If you are a baseball fan of a certain age, you may not have known his name but you certainly knew his voice. Also if you happened to be lucky enough to attend a Brooklyn Cyclones game in Coney Island for any part of the past 11 years, you also knew Warner’s voice but probably never saw his face. Fuselle was the sometime PA announcer and always radio voice of the Cyclones (and before that the radio voice of some of the greatest Seton Hall basketball teams ever) but he was best known to baseball fans around the country as the man behind the “TWIB” notes, and after the passing of the legendary Mel Allen, as the voice of “This Week in Baseball.” While today that might not seem like a big deal, in the 1970’s and 1980’s TWIB was where you went for weekly highlights of action from around the AL and NL, a great half hour that usually led into the one national broadcast game each Saturday afternoon.

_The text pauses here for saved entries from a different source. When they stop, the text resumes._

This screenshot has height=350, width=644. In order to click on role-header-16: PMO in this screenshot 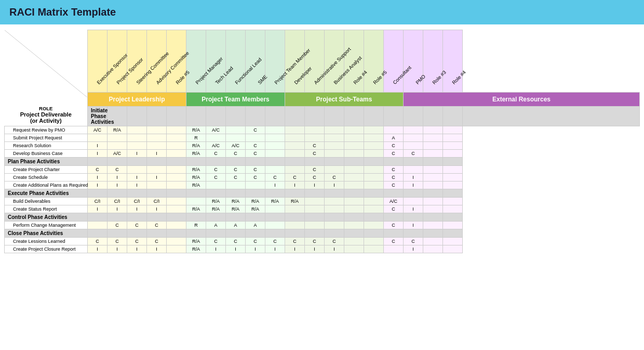, I will do `click(413, 61)`.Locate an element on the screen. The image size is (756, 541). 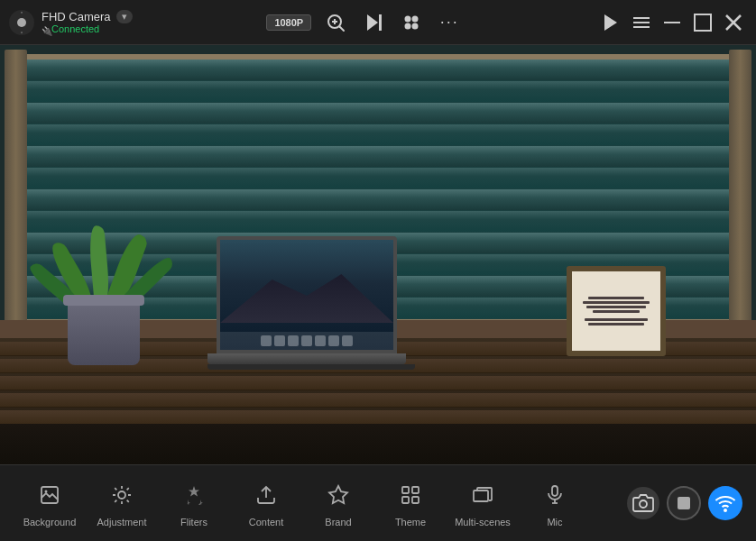
brand-label: Brand is located at coordinates (337, 522).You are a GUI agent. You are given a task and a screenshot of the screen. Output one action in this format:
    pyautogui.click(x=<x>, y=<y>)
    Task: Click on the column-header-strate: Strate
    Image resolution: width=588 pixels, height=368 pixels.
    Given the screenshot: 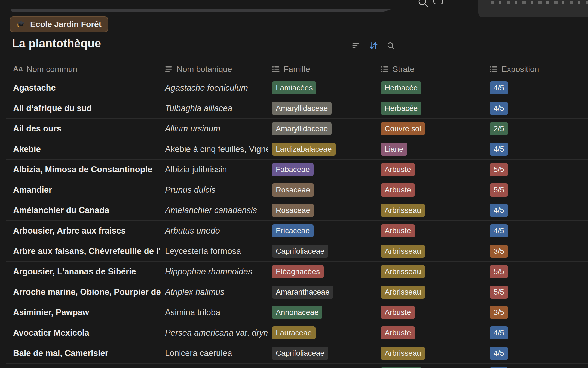 What is the action you would take?
    pyautogui.click(x=431, y=69)
    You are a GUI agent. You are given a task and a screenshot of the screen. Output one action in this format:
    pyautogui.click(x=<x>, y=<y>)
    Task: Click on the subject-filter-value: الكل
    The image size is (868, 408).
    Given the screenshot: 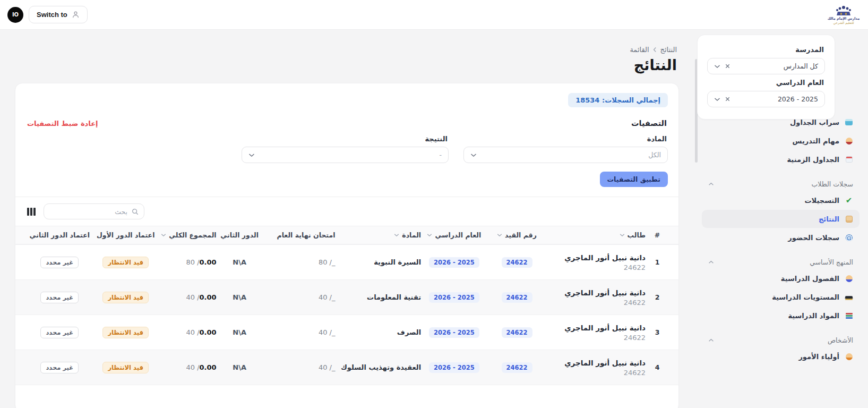 What is the action you would take?
    pyautogui.click(x=655, y=155)
    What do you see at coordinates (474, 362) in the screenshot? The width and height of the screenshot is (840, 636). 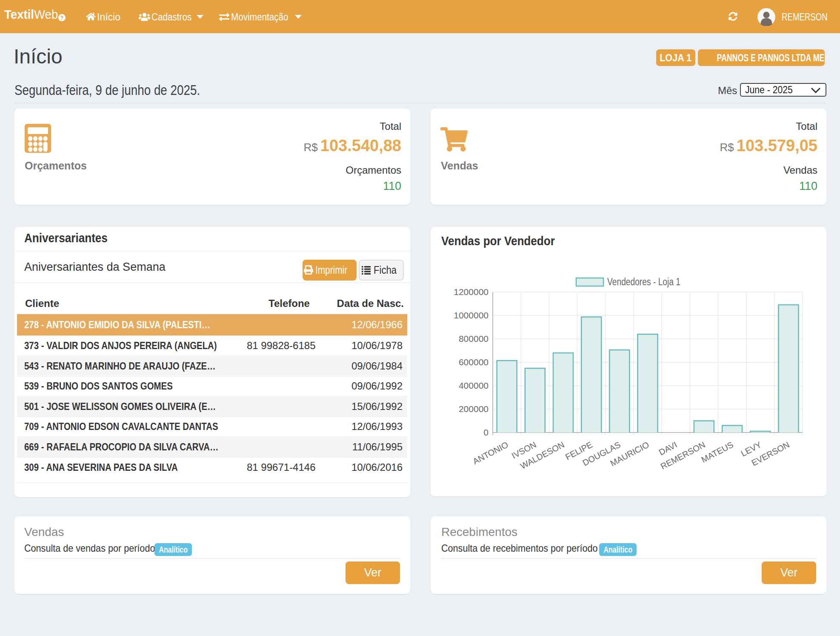 I see `svg-text: 600000` at bounding box center [474, 362].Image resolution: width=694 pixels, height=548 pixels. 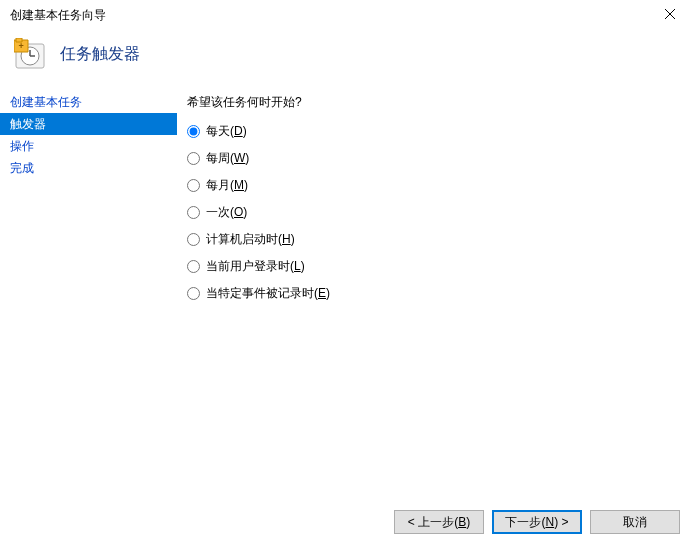 I want to click on close-icon, so click(x=670, y=14).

It was produced magnificently by MLB Productions, with Fuselle’s smooth tones rolling over highlights of Ozzie Smith doing backflips or Dale Murphy homering into an Atlanta bullpen.
Warner’s voice led you around the league. More importantly Fuselle, like the others we have lost, were part of a gentle summer tradition for those in the industry. They would always have a story, a tip or an idea during a day or night at the ballpark or the arena, rarely asking for anything in between. True gentleman of the game. No yelling, no silly comments out of line designed to embarrass, just a genteel manner and a willingness to pass along whatever traditions and information had been passed on to them.
Were they a bit quirky? Yes, Thank God. We should all be so quirky. They all loved their jobs and had an ability to make you feel important, whether you were 18 or 60. In some conversations I had with him over the years, Fuselle would express frustration that he hadn’t gotten x or y broadcast job after TWIB went away, but he always seemed to enjoy the beautiful ballpark in Coney, hard by the Atlantic Ocean, not far from either Nathan’s or the Abe Stark skating rink. Eventhough he was a Wake Forest grad raised in the south, he had become a Brooklyn baseball guy, not unlike another gentleman of the South, Red Barber had become for legions of Brooklyn Dodgers fans of a bygone era.
Yes Fuselle and the others were a throwback to a certain era, but more importantly they were really a reminder of what should be important in a business that is all about games.
Most recently I had chatted with Mark Fratto, forever an innovator at St. John’s University and now the Red Storm Director of Communications. He had pulled Warner in to do play-by-play for St. John’s baseball in a test program, where SJU created broadcast quality video over the internet for a fraction of the price. The experiment worked, and Fuselle ended up calling games on the CBS College Network this spring, even though Fratto joked he had to remind Warner to watch the action on the monitor and not keep telling the stories that he was so gifted at.
The New York-Penn League will begin in a few days, and there will be a void in the Cyclones press box, one that was occupied since the team’s inception by a student of the game, always with a story to tell. No doubt the team, and hopefully all of baseball, will pause sometime this week to remember Warner Fuselle. Then we will get on with the ballgame, just as he would have liked.
A man, like many, who loved the game dearly, and who we can all learn from going forward.